If you work with patches and git am, then you’re probably used to seeing patches fail to apply. For example:
$ git am CVE-2025-14512.patch Applying: gfileattribute: Fix integer overflow calculating escaping for byte strings error: patch failed: gio/gfileattribute.c:166 error: gio/gfileattribute.c: patch does not apply Patch failed at 0001 gfileattribute: Fix integer overflow calculating escaping for byte strings hint: Use 'git am --show-current-patch=diff' to see the failed patch hint: When you have resolved this problem, run "git am --continue". hint: If you prefer to skip this patch, run "git am --skip" instead. hint: To restore the original branch and stop patching, run "git am --abort". hint: Disable this message with "git config set advice.mergeConflict false"This is sad and frustrating because the entire patch has failed, and now you have to apply the entire thing manually. That is no good.

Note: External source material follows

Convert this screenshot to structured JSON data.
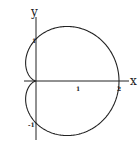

Here is the solution, which I wish I had learned long ago:
$ git config --global am.threeWay trueThis enables three-way merge conflict resolution, same as if you were using git cherry-pick or git merge. For example:
$ git am CVE-2025-14512.patch Applying: gfileattribute: Fix integer overflow calculating escaping for byte strings Using index info to reconstruct a base tree... M gio/gfileattribute.c Falling back to patching base and 3-way merge... Auto-merging gio/gfileattribute.c CONFLICT (content): Merge conflict in gio/gfileattribute.c error: Failed to merge in the changes. Patch failed at 0001 gfileattribute: Fix integer overflow calculating escaping for byte strings hint: Use 'git am --show-current-patch=diff' to see the failed patch hint: When you have resolved this problem, run "git am --continue". hint: If you prefer to skip this patch, run "git am --skip" instead. hint: To restore the original branch and stop patching, run "git am --abort". hint: Disable this message with "git config set advice.mergeConflict false"Now you have merge conflicts, which you can handle as usual. This seems like a better default for pretty much everybody, so if you use git am, you should probably enable it.
I’ve no doubt that many readers will have known about this already, but it’s new to me, and it makes me happy, so I wanted to share. You’re welcome, Internet!